You seemed to imply that SGI, Sun, etc are gone because they were full stack. I just offered counterexamples of non full stack companies that are also gone. There are simply no evidence that full stack is inherently bad, or vice versa. It's all specific to individual companies.
> Non-full stack companies come and go. That's part of the strength
Or more precisely, that's a benefit of hardware commodity. From the business perspective however, it isn't fun to be a loser, full stack or not.
There is evidence that full stack is hard to keep going. In general computing devices there are only 2 companies left doing it that matter. IBM & Apple.
The non-full stack companies that are gone have been replaced.
The full stack ones have been replaced by combinations of non full stack companies.
New non-full stack companies come in and get big. What new full stack company that matters that has been started in the past decade?
You are contradicting yourself. You say that fill stack companies are hard to keep going and yet you say that non-full stack companies come and go even more easily.
By your logic, non-full stack companies are even harder to keep going.
It's not a contradiction. Both are hard to keep going. Full stack ones are even harder. Hence all but 2 are gone.
The ecosystems for more open systems are also really durable.
Personally, watching for decades the most surprising thing is that MS has kept the desktop rather than losing it to Linux.
Would you say that MS has 'won' the server market because they make more money than any Linux company even though Linux has a largest market share of internet servers?
MS keeping the desktop rather than losing it to Linux contradicts your thesis. You can dismiss it as a 'surprise' or acknowledge that your reasoning doesn't accord with reality.
> Non-full stack companies come and go. That's part of the strength
Or more precisely, that's a benefit of hardware commodity. From the business perspective however, it isn't fun to be a loser, full stack or not.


Every line holding the word "scattered" should be copied from the material.

(Records supplied Opens)

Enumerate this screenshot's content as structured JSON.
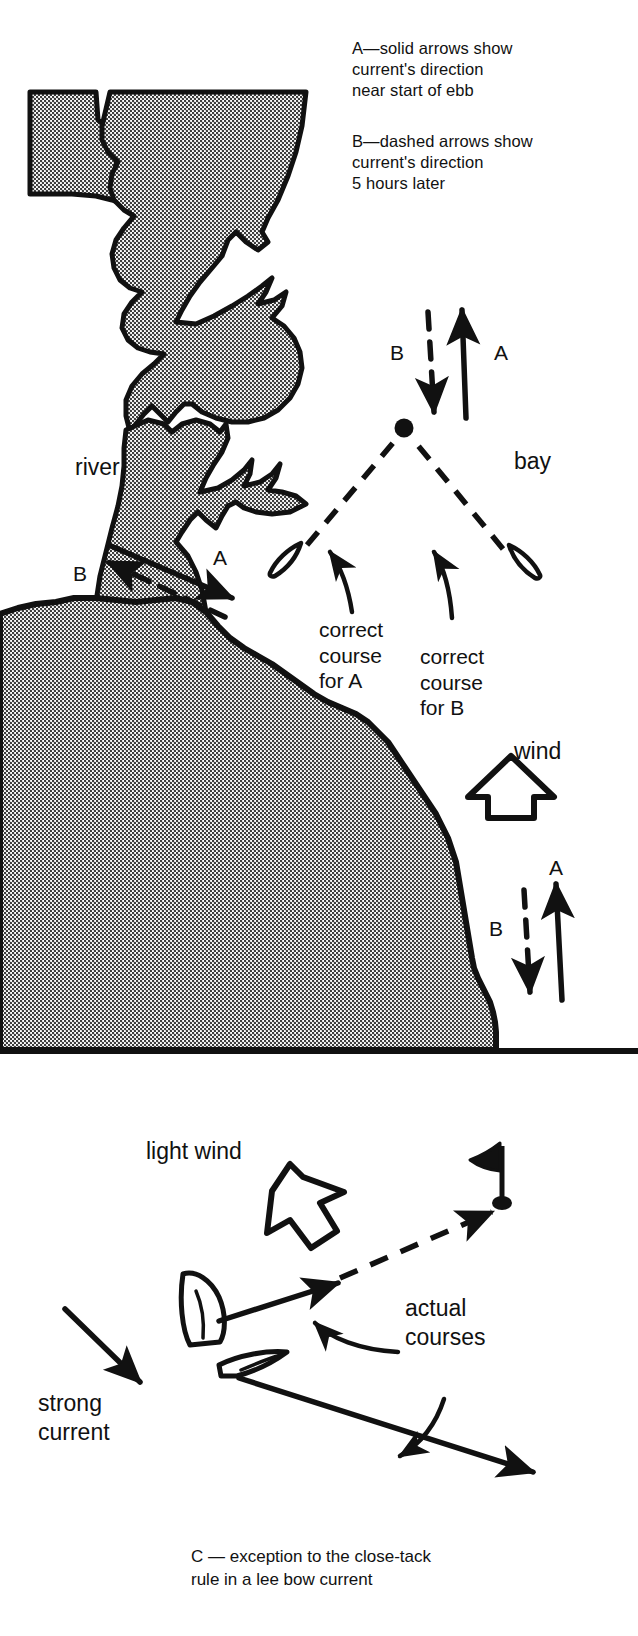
{
  "legend": {
    "entry_a": "A—solid arrows show\ncurrent's direction\nnear start of ebb",
    "entry_b": "B—dashed arrows show\ncurrent's direction\n5 hours later"
  },
  "scene_top": {
    "river_label": "river",
    "bay_label": "bay",
    "arrow_a_label_bay": "A",
    "arrow_b_label_bay": "B",
    "arrow_a_label_river": "A",
    "arrow_b_label_river": "B",
    "course_a_note": "correct\ncourse\nfor A",
    "course_b_note": "correct\ncourse\nfor B"
  },
  "scene_mid": {
    "wind_label": "wind",
    "arrow_a_label": "A",
    "arrow_b_label": "B"
  },
  "scene_bottom": {
    "light_wind_label": "light wind",
    "strong_current_label": "strong\ncurrent",
    "actual_courses_label": "actual\ncourses"
  },
  "caption": "C — exception to the close-tack\nrule in a lee bow current",
  "colors": {
    "ink": "#111111",
    "land_fill": "#9a9a9a",
    "paper": "#ffffff"
  }
}
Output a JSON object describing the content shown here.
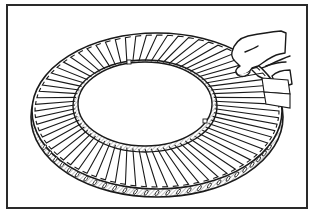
{
  "figure": {
    "style": "black line-art illustration",
    "colors": {
      "ink": "#1a1a1a",
      "hatch": "#9a9a9a",
      "background": "#ffffff",
      "frame": "#2a2a2a"
    },
    "ring": {
      "cx": 157,
      "cy": 112,
      "outer_rx": 125,
      "outer_ry": 80,
      "inner_rx": 68,
      "inner_ry": 43,
      "vane_count": 72
    }
  }
}
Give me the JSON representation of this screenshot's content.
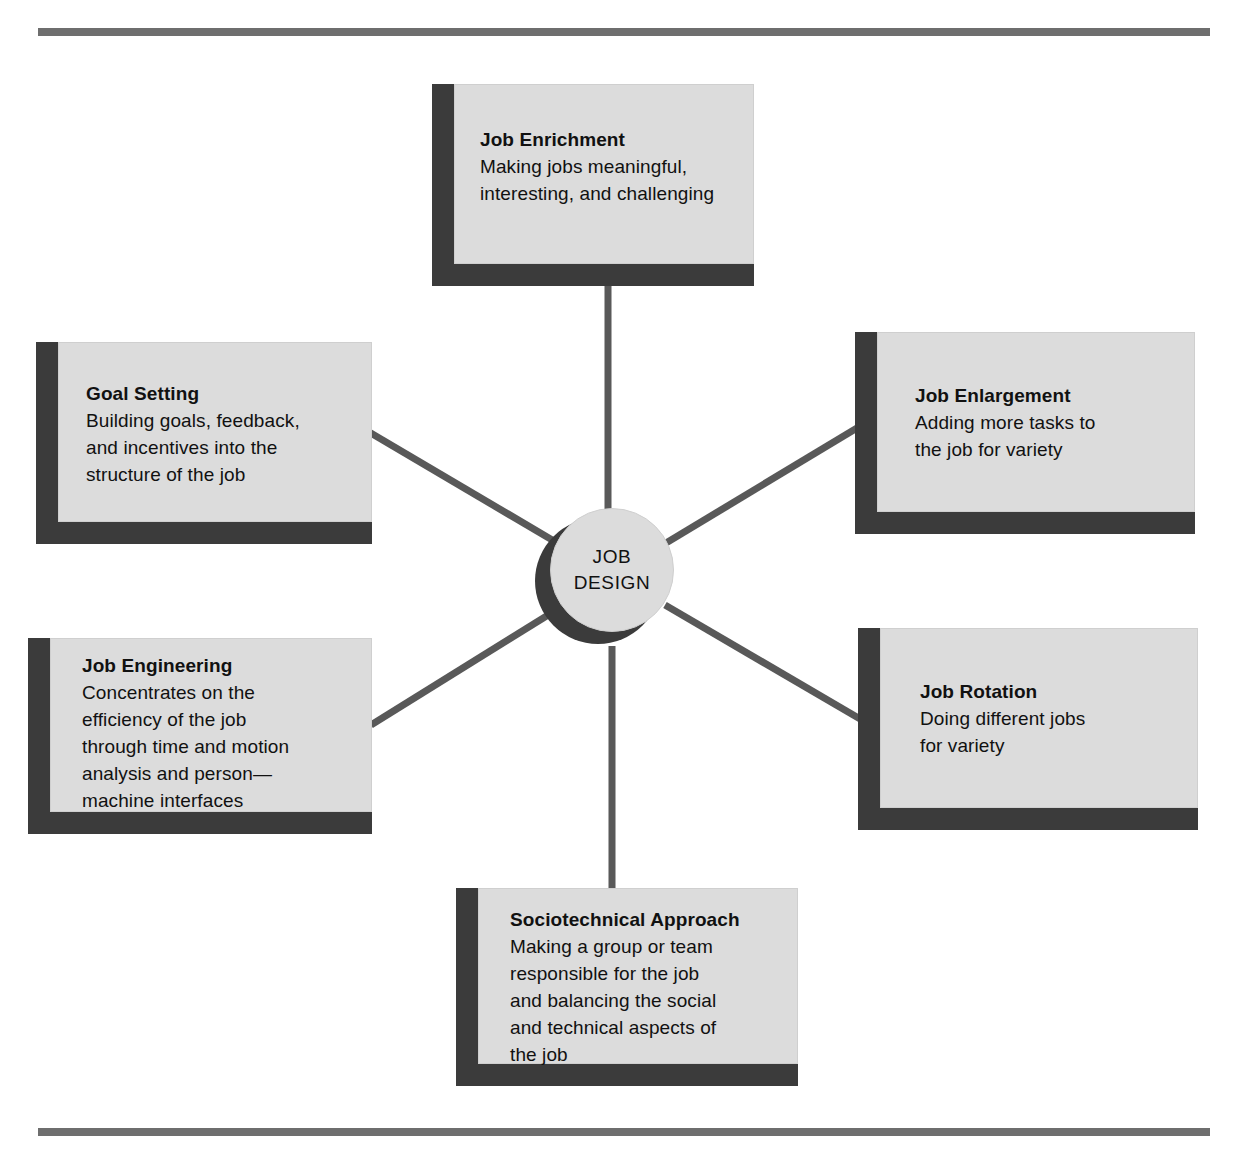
{
  "diagram": {
    "title": "Job Design",
    "hub": {
      "line1": "JOB",
      "line2": "DESIGN"
    },
    "colors": {
      "page_background": "#ffffff",
      "box_fill": "#dcdcdc",
      "box_shadow": "#3b3b3b",
      "rule": "#6e6e6e",
      "connector": "#595959",
      "text": "#111111"
    },
    "rules": {
      "top_label": "top-rule",
      "bottom_label": "bottom-rule"
    },
    "nodes": [
      {
        "id": "job-enrichment",
        "title": "Job Enrichment",
        "description": "Making jobs meaningful,\ninteresting, and challenging"
      },
      {
        "id": "goal-setting",
        "title": "Goal Setting",
        "description": "Building goals, feedback,\nand incentives into the\nstructure of the job"
      },
      {
        "id": "job-enlargement",
        "title": "Job Enlargement",
        "description": "Adding more tasks to\nthe job for variety"
      },
      {
        "id": "job-engineering",
        "title": "Job Engineering",
        "description": "Concentrates on the\nefficiency of the job\nthrough time and motion\nanalysis and person—\nmachine interfaces"
      },
      {
        "id": "job-rotation",
        "title": "Job Rotation",
        "description": "Doing different jobs\nfor variety"
      },
      {
        "id": "sociotechnical-approach",
        "title": "Sociotechnical Approach",
        "description": "Making a group or team\nresponsible for the job\nand balancing the social\nand technical aspects of\nthe job"
      }
    ],
    "connectors": [
      {
        "id": "hub-to-job-enrichment",
        "from": "hub",
        "to": "job-enrichment"
      },
      {
        "id": "hub-to-goal-setting",
        "from": "hub",
        "to": "goal-setting"
      },
      {
        "id": "hub-to-job-enlargement",
        "from": "hub",
        "to": "job-enlargement"
      },
      {
        "id": "hub-to-job-engineering",
        "from": "hub",
        "to": "job-engineering"
      },
      {
        "id": "hub-to-job-rotation",
        "from": "hub",
        "to": "job-rotation"
      },
      {
        "id": "hub-to-sociotechnical",
        "from": "hub",
        "to": "sociotechnical-approach"
      }
    ]
  }
}
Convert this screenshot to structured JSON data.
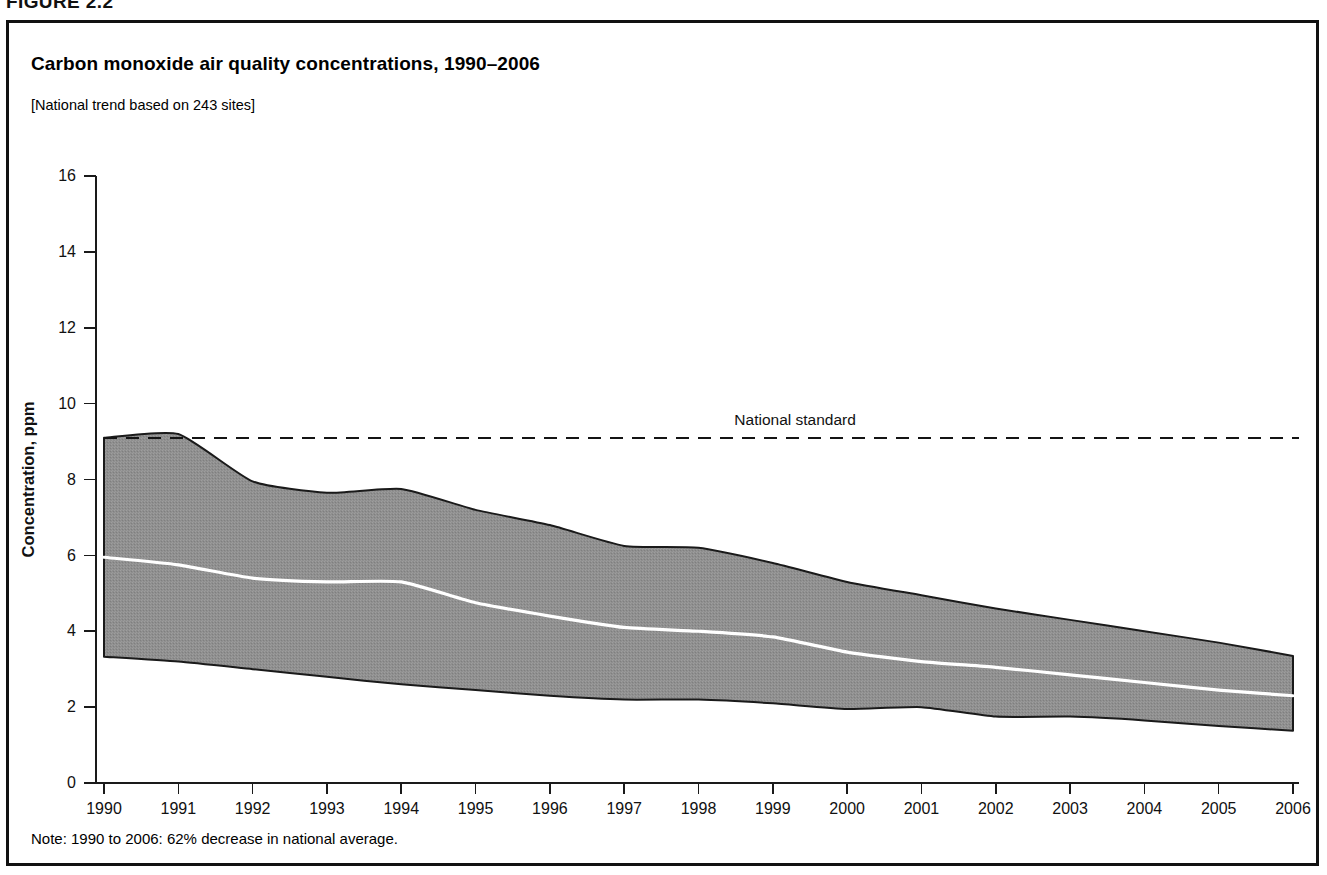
{
  "figure": {
    "label": "FIGURE 2.2",
    "title": "Carbon monoxide air quality concentrations, 1990–2006",
    "subtitle": "[National trend based on 243 sites]",
    "note": "Note: 1990 to 2006: 62% decrease in national average."
  },
  "colors": {
    "frame": "#111111",
    "band_fill": "#8c8c8c",
    "band_stroke": "#1a1a1a",
    "mean_line": "#ffffff",
    "standard_line": "#141414",
    "text": "#000000"
  },
  "chart_data": {
    "type": "area",
    "title": "Carbon monoxide air quality concentrations, 1990–2006",
    "subtitle": "[National trend based on 243 sites]",
    "xlabel": "",
    "ylabel": "Concentration, ppm",
    "ylim": [
      0,
      16
    ],
    "ytick_step": 2,
    "yticks": [
      0,
      2,
      4,
      6,
      8,
      10,
      12,
      14,
      16
    ],
    "xlim": [
      1990,
      2006
    ],
    "grid": false,
    "legend": "none",
    "categories": [
      "1990",
      "1991",
      "1992",
      "1993",
      "1994",
      "1995",
      "1996",
      "1997",
      "1998",
      "1999",
      "2000",
      "2001",
      "2002",
      "2003",
      "2004",
      "2005",
      "2006"
    ],
    "x": [
      1990,
      1991,
      1992,
      1993,
      1994,
      1995,
      1996,
      1997,
      1998,
      1999,
      2000,
      2001,
      2002,
      2003,
      2004,
      2005,
      2006
    ],
    "series": [
      {
        "name": "90th percentile (upper bound)",
        "values": [
          9.1,
          9.2,
          7.95,
          7.65,
          7.75,
          7.2,
          6.8,
          6.25,
          6.2,
          5.8,
          5.3,
          4.95,
          4.6,
          4.3,
          4.0,
          3.7,
          3.35
        ]
      },
      {
        "name": "National average (mean)",
        "values": [
          5.95,
          5.75,
          5.4,
          5.3,
          5.3,
          4.75,
          4.4,
          4.1,
          4.0,
          3.85,
          3.45,
          3.2,
          3.05,
          2.85,
          2.65,
          2.45,
          2.3
        ]
      },
      {
        "name": "10th percentile (lower bound)",
        "values": [
          3.33,
          3.2,
          3.0,
          2.8,
          2.6,
          2.45,
          2.3,
          2.2,
          2.2,
          2.1,
          1.95,
          2.0,
          1.75,
          1.75,
          1.65,
          1.5,
          1.38
        ]
      }
    ],
    "annotations": [
      {
        "name": "national-standard",
        "label": "National standard",
        "value": 9.1,
        "style": "dashed-horizontal",
        "label_x": 1999.3
      }
    ],
    "note": "Note: 1990 to 2006: 62% decrease in national average."
  }
}
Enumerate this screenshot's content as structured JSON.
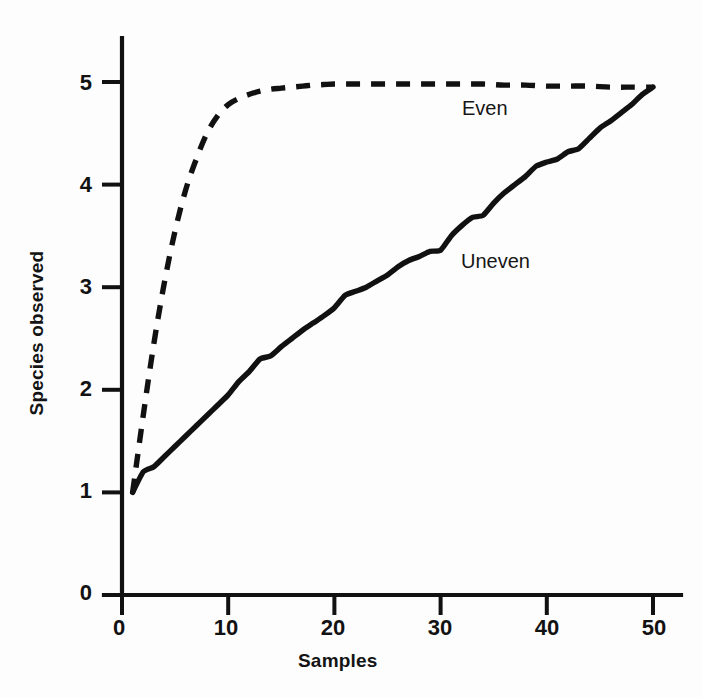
{
  "figure": {
    "background": "#fdfdfd",
    "ink_color": "#111111"
  },
  "axes": {
    "x_title": "Samples",
    "y_title": "Species observed",
    "x_ticks": [
      "0",
      "10",
      "20",
      "30",
      "40",
      "50"
    ],
    "y_ticks": [
      "0",
      "1",
      "2",
      "3",
      "4",
      "5"
    ]
  },
  "annotations": {
    "even_label": "Even",
    "uneven_label": "Uneven"
  },
  "chart_data": {
    "type": "line",
    "title": "",
    "subtitle": "",
    "xlabel": "Samples",
    "ylabel": "Species observed",
    "xlim": [
      0,
      52
    ],
    "ylim": [
      0,
      5.4
    ],
    "xticks": [
      0,
      10,
      20,
      30,
      40,
      50
    ],
    "yticks": [
      0,
      1,
      2,
      3,
      4,
      5
    ],
    "grid": false,
    "legend": "inline-annotations",
    "legend_position": "on-plot",
    "series": [
      {
        "name": "Even",
        "style": "dashed",
        "color": "#111111",
        "x": [
          1,
          2,
          3,
          4,
          5,
          6,
          7,
          8,
          9,
          10,
          11,
          12,
          13,
          14,
          15,
          16,
          17,
          18,
          19,
          20,
          22,
          24,
          26,
          28,
          30,
          32,
          34,
          36,
          38,
          40,
          42,
          44,
          46,
          48,
          50
        ],
        "y": [
          1.0,
          1.75,
          2.45,
          3.05,
          3.55,
          3.95,
          4.25,
          4.5,
          4.67,
          4.78,
          4.84,
          4.88,
          4.91,
          4.93,
          4.94,
          4.95,
          4.96,
          4.97,
          4.975,
          4.98,
          4.98,
          4.98,
          4.98,
          4.98,
          4.98,
          4.98,
          4.98,
          4.97,
          4.97,
          4.96,
          4.96,
          4.96,
          4.95,
          4.95,
          4.95
        ]
      },
      {
        "name": "Uneven",
        "style": "solid",
        "color": "#111111",
        "x": [
          1,
          2,
          3,
          4,
          5,
          6,
          7,
          8,
          9,
          10,
          11,
          12,
          13,
          14,
          15,
          16,
          17,
          18,
          19,
          20,
          21,
          22,
          23,
          24,
          25,
          26,
          27,
          28,
          29,
          30,
          31,
          32,
          33,
          34,
          35,
          36,
          37,
          38,
          39,
          40,
          41,
          42,
          43,
          44,
          45,
          46,
          47,
          48,
          49,
          50
        ],
        "y": [
          1.0,
          1.2,
          1.25,
          1.35,
          1.45,
          1.55,
          1.65,
          1.75,
          1.85,
          1.95,
          2.08,
          2.18,
          2.3,
          2.33,
          2.42,
          2.5,
          2.58,
          2.65,
          2.72,
          2.8,
          2.92,
          2.96,
          3.0,
          3.06,
          3.12,
          3.2,
          3.26,
          3.3,
          3.35,
          3.36,
          3.5,
          3.6,
          3.68,
          3.7,
          3.82,
          3.92,
          4.0,
          4.08,
          4.18,
          4.22,
          4.25,
          4.32,
          4.35,
          4.45,
          4.55,
          4.62,
          4.7,
          4.78,
          4.88,
          4.95
        ]
      }
    ]
  }
}
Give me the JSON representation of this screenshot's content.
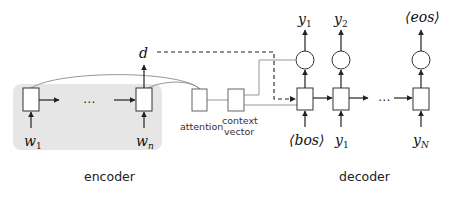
{
  "diagram": {
    "type": "encoder-decoder with attention",
    "encoder": {
      "label": "encoder",
      "inputs": [
        {
          "base": "w",
          "sub": "1"
        },
        {
          "base": "w",
          "sub": "n"
        }
      ],
      "ellipsis": "…",
      "output": "d"
    },
    "attention": {
      "label": "attention"
    },
    "context": {
      "label_line1": "context",
      "label_line2": "vector"
    },
    "decoder": {
      "label": "decoder",
      "ellipsis": "…",
      "inputs": [
        {
          "text": "⟨bos⟩"
        },
        {
          "base": "y",
          "sub": "1"
        },
        {
          "base": "y",
          "sub": "N"
        }
      ],
      "outputs": [
        {
          "base": "y",
          "sub": "1"
        },
        {
          "base": "y",
          "sub": "2"
        },
        {
          "text": "⟨eos⟩"
        }
      ]
    },
    "colors": {
      "encoder_bg": "#e6e6e6",
      "stroke": "#333333",
      "thin_line": "#8a8a8a"
    }
  }
}
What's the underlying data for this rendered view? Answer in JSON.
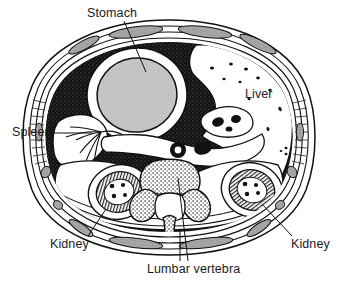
{
  "figure": {
    "type": "anatomical-cross-section",
    "background_color": "#ffffff",
    "ink_color": "#111111"
  },
  "labels": [
    {
      "id": "stomach",
      "text": "Stomach",
      "x": 87,
      "y": 6
    },
    {
      "id": "spleen",
      "text": "Spleen",
      "x": 12,
      "y": 125
    },
    {
      "id": "liver",
      "text": "Liver",
      "x": 245,
      "y": 87
    },
    {
      "id": "kidney_left",
      "text": "Kidney",
      "x": 50,
      "y": 237
    },
    {
      "id": "kidney_right",
      "text": "Kidney",
      "x": 291,
      "y": 237
    },
    {
      "id": "lumbar_vertebra",
      "text": "Lumbar vertebra",
      "x": 147,
      "y": 262
    }
  ],
  "structures": {
    "body_wall": "layered abdominal wall with concentric bands",
    "stomach": "light gray stippled oval, upper left quadrant",
    "liver": "large white region, right side, with scattered vessel dots",
    "spleen": "branching hilar vessels, left lateral",
    "kidney_left": "rounded organ with radial cortex hatching and central calyces",
    "kidney_right": "rounded organ with radial cortex hatching and central calyces",
    "lumbar_vertebra": "stippled trabecular bone, centre posterior",
    "aorta": "round vessel anterior to vertebra",
    "inferior_vena_cava": "oval vessel anterior to vertebra",
    "peritoneal_fat": "dark stippled field surrounding viscera"
  },
  "colors": {
    "ink": "#111111",
    "organ_fill_light": "#bdbdbd",
    "fat_dark": "#1c1c1c",
    "muscle_band": "#9a9a9a",
    "white": "#ffffff"
  }
}
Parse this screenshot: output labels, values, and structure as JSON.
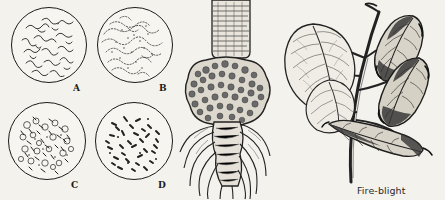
{
  "plate": {
    "title": "Bacterial plant disease illustration plate",
    "background_color": "#f4f2ec",
    "ink_color": "#1b1b1b",
    "width": 445,
    "height": 200
  },
  "fields": [
    {
      "label": "A",
      "name": "microscope-field-a",
      "description": "spiral and filamentous bacteria scattered in field",
      "morphology": "spirilla",
      "cx": 48,
      "cy": 44,
      "r": 37,
      "label_x": 73,
      "label_y": 83
    },
    {
      "label": "B",
      "name": "microscope-field-b",
      "description": "dense irregular clustered bacterial colonies",
      "morphology": "clustered-colonies",
      "cx": 134,
      "cy": 44,
      "r": 37,
      "label_x": 159,
      "label_y": 83
    },
    {
      "label": "C",
      "name": "microscope-field-c",
      "description": "mixed cocci, rods and round cells in clumps",
      "morphology": "cocci-and-rods",
      "cx": 46,
      "cy": 140,
      "r": 38,
      "label_x": 71,
      "label_y": 180
    },
    {
      "label": "D",
      "name": "microscope-field-d",
      "description": "sparse scattered rod-shaped bacteria",
      "morphology": "bacilli",
      "cx": 133,
      "cy": 140,
      "r": 38,
      "label_x": 158,
      "label_y": 180
    }
  ],
  "center_illustration": {
    "name": "crown-gall-root",
    "description": "woody stem with large crown gall tumour above the root system"
  },
  "right_illustration": {
    "name": "fire-blight-branch",
    "description": "plant branch with healthy leaves at left and blighted withered leaves at right"
  },
  "caption": {
    "text": "Fire-blight",
    "x": 357,
    "y": 186
  }
}
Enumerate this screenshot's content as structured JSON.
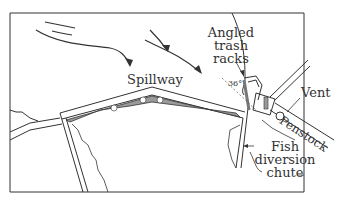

(Records supplied Closes)

**Solution to the exercise:**
    "liver": "large white region, right side, with scattered vessel dots",
      "description": "spiral and filamentous bacteria scattered in field",
      "description": "sparse scattered rod-shaped bacteria",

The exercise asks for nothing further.